Tuesday, September 29, 2015

Response 3: Cowboys and Monsters



Nobody wants to be the same, and capitalism acknowledges that. In Thomas Frank’s article on capitalism, he describes its alteration into something that promotes being special or one of a kind, a change from its former ideas of conformity. The ‘Marlboro Man’ commercials were released at the turning point of capitalism ideology. The lonesome cowboy was not seen as an anti-socialist loser with no real place in society, because he didn’t need to socialize. The cowboy displays individualism- something modern American society deeply admires and tries so hard to depict; the cowboy also represents America itself: a country, so powerful, a paradigm to others, which treads on its own. Other nations can’t help but to stop and stare in awe at its magnificent beauty and power, some try to criticize it but they can’t- because America doesn’t care (not that it needs to). The country, like the cowboy, is too busy being itself that it doesn’t need to follow others or turn around to see its never ending followers, he is the hero of the story. In the passage by Anneli Rufus, the author describes how a cowboy represents the ideal American life of independence, and how Marlboro uses that image for its advertisements to promote anti-conformity and increase its sales (Especially its foreign sales where people yearn for the American Dream).
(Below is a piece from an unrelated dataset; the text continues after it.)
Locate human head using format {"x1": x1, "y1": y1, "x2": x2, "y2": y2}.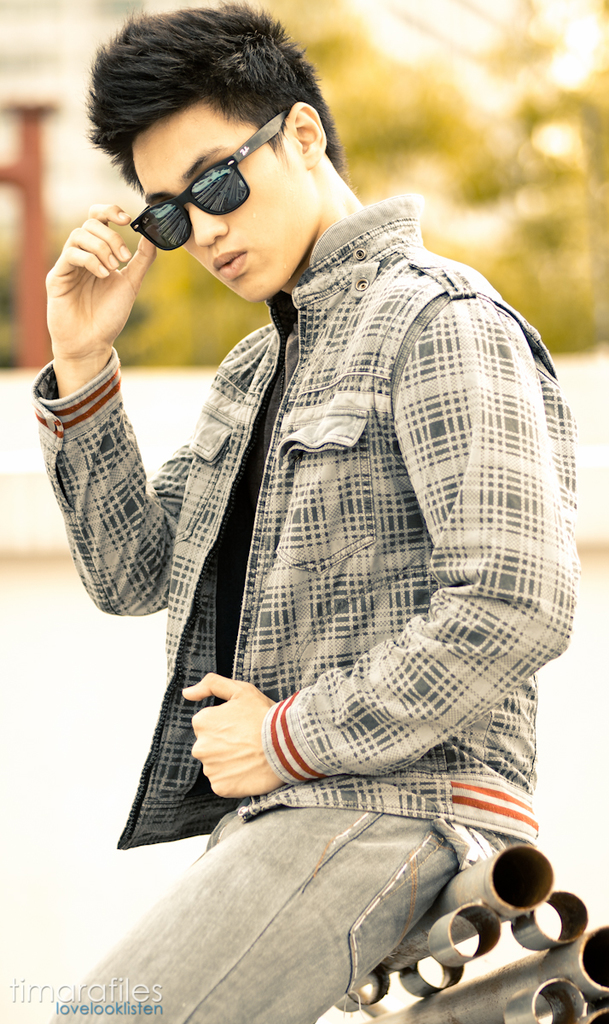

The main argument in “All About That Race” by Terry Smith is how Childish Gambino displays themes of race, identity and being lost in his album ‘Because the Internet’ and establishes these themes using symbolism (of a monster/animal), a motif of danger (a looming threat in all/most videos), and, in some videos, loops showing a shift or halt in time. These music videos by Donald Glover differ in genre from other hip-hop videos due to how the music videos of an album are somehow inter-connected, the representation of the composer’s lyrics to the music video, and how both the lyrics and the video show a deeper meaning of race and identity (creating, one may say, a genre of ‘journey’) instead of the cliché boy and girl conflict/passion. Albeit genres can help familiarize with what there is to expect in the works, it also creates constraints and expectations which can encumber and limit the work of an artist. Making sure that the genre is consistent is no easy task, and letting that task go might upset, intrigue, or simply confuse the entertained.